My name is Seo Sanghyeon. I live in Uijeongbu, Korea. I have not
really worked on implementing languages on JVM, but I do have some
language implementation experience.
I was involved in PyPy project (http://codespeak.net/pypy/) since
2003. I wrote most of its (currently incomplete) Common Lisp backend,
and did the initial implementation of its command line entry point
(py.py) and compiler experiment shell (translator.py).
Then in 2005, I started working on IronPython, mainly porting
extension modules written in C like md5 and pyexpat (Expat XML parser
binding). For the first half of 2006 I tried to keep IronPython
working on Mono (it kept breaking with each release) by reporting
whatever bugs to Mono bugzilla. Then IronPython 1.0 Final was
released, and the breakage was mostly stopped.
Since September 2006, I maintain the "fork" of IronPython in the form
of "IronPython Community Edition". I published six releases since
then, with about 30 patches in total, which mainly addresses corner
cases of compatibility. Microsoft IronPython team did fix the most of
reported bugs (but did not use my patches; they fixed them their own
way) and the current release only has 3 patches applied.
http://fepy.sourceforge.net/
http://fepy.sourceforge.net/doc/ironpython-mono-report.html
http://fepy.sourceforge.net/doc/ipce-release-note.html
Okay, enough introduction.
Charles Oliver Nutter wrote:
> Also, I'd be interested in any discussions on JVM
> versus CLR design decisions, for those who know the details. We may be
> able to learn from CLR.
And:
> JRuby's AST used to match Ruby's, but to support IDEs we (Tom) added in
> comments as well. This is largely the reason why JRuby's parser and AST
> are the most widely used for Ruby IDE work. I believe all the major
> Java-based IDEs use our code.
Interfaces to IDE from language implementations would have a lot of
things in common, and I believe this is worth standardizing.
Microsoft's Dynamic Language Runtime has a Microsoft.Scripting.Hosting
namespace, which defines "language services". One of them is "token
categorizer".
I used monop tool (which is exactly like javap) to extract public
interfaces pertaining to this functionality. It's uploaded here:
http://sparcs.kaist.ac.kr/~tinuviel/misc/tokencategorizer
This looks like a very well thought out interface to me. TokenCategory
and TokenTriggers enumeration are quite interesting. Persumably, this
is an interface intended to be used by Visual Studio integration.
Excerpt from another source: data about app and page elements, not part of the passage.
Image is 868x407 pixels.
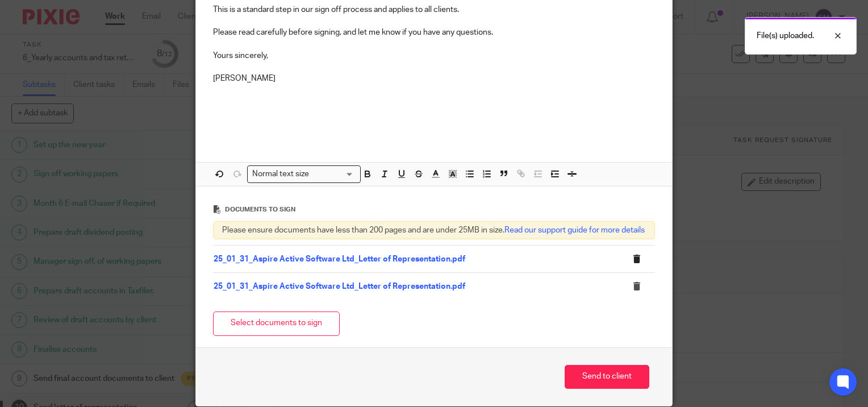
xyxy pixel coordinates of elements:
a: 25_01_31_Aspire Active Software Ltd_Letter of Representation.pdf [213,256,465,264]
a: Read our support guide for more details [504,226,644,234]
p: File(s) uploaded. [757,30,814,41]
div: Please ensure documents have less than 200 pages and are under 25MB in size. [213,221,655,240]
input: Search for option [313,168,354,180]
button: Send to client [565,365,649,389]
div: Search for option [247,166,360,183]
span: Documents to sign [225,206,295,213]
button: Select documents to sign [213,311,340,336]
a: 25_01_31_Aspire Active Software Ltd_Letter of Representation.pdf [213,283,465,291]
span: Normal text size [250,168,312,180]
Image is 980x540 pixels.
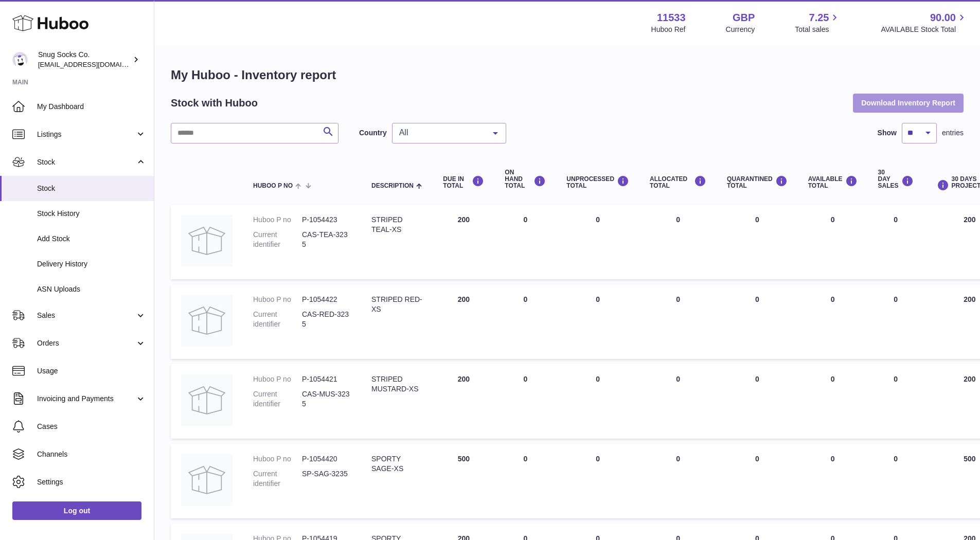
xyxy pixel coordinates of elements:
td: 0 [495,284,557,359]
span: Cases [37,422,146,432]
span: Channels [37,450,146,459]
dd: CAS-MUS-3235 [302,389,351,409]
div: STRIPED RED-XS [372,294,423,314]
span: Stock [37,157,136,167]
td: 0 [798,444,868,519]
span: AVAILABLE Stock Total [881,25,968,34]
td: 0 [557,444,640,519]
span: Orders [37,338,136,349]
td: 0 [798,364,868,439]
td: 0 [557,204,640,279]
td: 500 [433,444,495,519]
td: 200 [433,364,495,439]
td: 0 [557,284,640,359]
td: 0 [495,204,557,279]
div: Huboo Ref [651,25,686,34]
td: 0 [640,204,716,279]
td: 200 [433,204,495,279]
a: Log out [12,501,142,520]
h2: Stock with Huboo [171,96,258,110]
span: Sales [37,311,136,320]
dt: Current identifier [253,230,302,250]
dt: Current identifier [253,389,302,409]
img: info@snugsocks.co.uk [12,52,27,67]
td: 0 [557,364,640,439]
dt: Huboo P no [253,374,302,384]
dd: CAS-RED-3235 [302,310,351,329]
span: entries [942,128,964,138]
span: Stock History [37,209,146,219]
td: 0 [640,364,716,439]
div: ON HAND Total [505,169,546,190]
strong: GBP [733,11,755,25]
span: Total sales [795,25,841,34]
span: 0 [755,215,759,224]
span: Delivery History [37,259,146,269]
span: Usage [37,367,146,376]
div: ALLOCATED Total [650,175,706,189]
button: Download Inventory Report [853,94,964,112]
span: 0 [755,455,759,463]
div: AVAILABLE Total [808,175,858,189]
dt: Huboo P no [253,215,302,225]
label: Show [878,128,897,138]
dd: P-1054422 [302,294,351,305]
dd: P-1054420 [302,454,351,464]
div: STRIPED TEAL-XS [372,215,423,234]
div: QUARANTINED Total [727,175,788,189]
td: 0 [640,284,716,359]
td: 0 [640,444,716,519]
span: My Dashboard [37,102,146,112]
span: Listings [37,130,136,139]
div: DUE IN TOTAL [443,175,484,189]
dd: P-1054423 [302,215,351,225]
dt: Huboo P no [253,454,302,464]
div: 30 DAY SALES [879,169,914,190]
img: product image [181,374,233,426]
dd: CAS-TEA-3235 [302,230,351,250]
td: 0 [868,284,924,359]
div: Snug Socks Co. [38,50,131,70]
dd: SP-SAG-3235 [302,469,351,488]
img: product image [181,215,233,266]
dt: Current identifier [253,310,302,329]
span: Stock [37,184,146,193]
td: 0 [868,204,924,279]
span: All [397,128,485,138]
div: UNPROCESSED Total [567,175,630,189]
dt: Huboo P no [253,294,302,305]
span: Add Stock [37,234,146,244]
td: 200 [433,284,495,359]
dt: Current identifier [253,469,302,488]
td: 0 [495,444,557,519]
span: Settings [37,477,146,487]
span: 0 [755,375,759,383]
div: Currency [726,25,755,34]
img: product image [181,454,233,506]
span: Invoicing and Payments [37,394,136,403]
label: Country [359,128,387,138]
strong: 11533 [657,11,686,25]
span: 0 [755,295,759,303]
dd: P-1054421 [302,374,351,384]
h1: My Huboo - Inventory report [171,67,964,83]
td: 0 [868,364,924,439]
a: 7.25 Total sales [795,11,841,34]
span: 7.25 [809,11,830,25]
td: 0 [798,284,868,359]
div: STRIPED MUSTARD-XS [372,374,423,394]
td: 0 [868,444,924,519]
span: Description [372,183,414,189]
span: Huboo P no [253,183,293,189]
span: [EMAIL_ADDRESS][DOMAIN_NAME] [38,60,151,69]
img: product image [181,294,233,346]
div: SPORTY SAGE-XS [372,454,423,474]
a: 90.00 AVAILABLE Stock Total [881,11,968,34]
span: ASN Uploads [37,284,146,294]
span: 90.00 [930,11,956,25]
td: 0 [798,204,868,279]
td: 0 [495,364,557,439]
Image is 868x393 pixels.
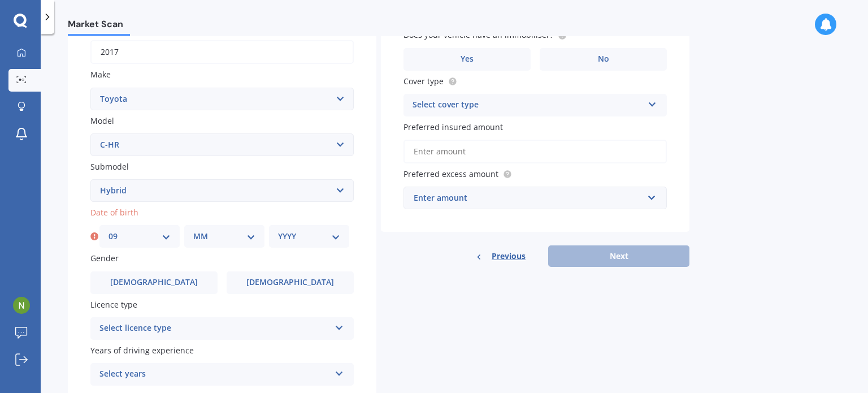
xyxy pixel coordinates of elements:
[598,55,609,64] span: No
[91,69,111,80] span: Make
[403,30,553,41] span: Does your vehicle have an immobiliser?
[403,76,443,87] span: Cover type
[68,18,130,34] span: Market Scan
[91,345,194,356] span: Years of driving experience
[413,191,643,204] div: Enter amount
[246,277,334,287] span: [DEMOGRAPHIC_DATA]
[403,140,667,164] input: Enter amount
[91,116,114,126] span: Model
[91,40,353,64] input: YYYY
[110,277,198,287] span: [DEMOGRAPHIC_DATA]
[91,299,137,310] span: Licence type
[13,297,30,314] img: ACg8ocIg4Oe3TcZcI2zcowsz-LIX-kWtQea0Qlic-cmPN0Vw-gWWng=s96-c
[91,207,139,218] span: Date of birth
[99,322,330,336] div: Select licence type
[91,161,129,172] span: Submodel
[99,368,330,381] div: Select years
[461,55,474,64] span: Yes
[403,122,503,132] span: Preferred insured amount
[413,98,643,112] div: Select cover type
[403,168,499,179] span: Preferred excess amount
[91,253,118,264] span: Gender
[491,248,525,265] span: Previous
I would be interested in how existing JVM language-IDE interfaces
work. Like NetBeans JRuby integration, and PyDev Eclipse plugin.
Seo Sanghyeon
> I used monop tool (which is exactly like javap) to extract public
> interfaces pertaining to this functionality. It's uploaded here:
> http://sparcs.kaist.ac.kr/~tinuviel/misc/tokencategorizer
I'm slightly nervous about looking at IronPython because it is largely
"owned" by Microsoft, but since it has an open source license, I could
get over it (There are potential patent problems, but I could get
comfortable with leaving that heartburn to the lawyers). On the other
hand looking at decompiled proprietary code is a terrifying
prospect... I don't think I would even consider doing that... the
legal issues (copyright, EULAs, etc) are much more clearcut even for
non-lawyers...
-Frank
I don't understand this fear. Can anyone explain this?
--
Seo Sanghyeon
That being said, the supreme court has recently weakened software
patents, but IANAL so I do not know all that much about it beyond the
sound bite.
My nervousness is minor, but it is enough to put CLR stuff a little
lower on the list of things that I want to look at someday.
-Frank
Eh, so you think ITokenCategorizer interface can be patented? If not,
how is this relevant to this discussion?
--
Seo Sanghyeon
Decompiled proprietary code on the other hand...
-Frank
If "one click shopping" can be patented, all bets are off.
- Charlie
This discussion is depressing.
However, I want to point out that IronPython license "grants you a
non-exclusive, worldwide, royalty-free license under its licensed
patents to make, have made, use, sell, offer for sale, import, and/or
otherwise dispose of its contribution in the software or derivative
works of the contribution in the software", where "licensed patents
are a contributor's patent claims that read directly on its
contribution".
http://www.codeplex.com/IronPython/Project/License.aspx
Maybe it's not good enough for others. It's good enough for me.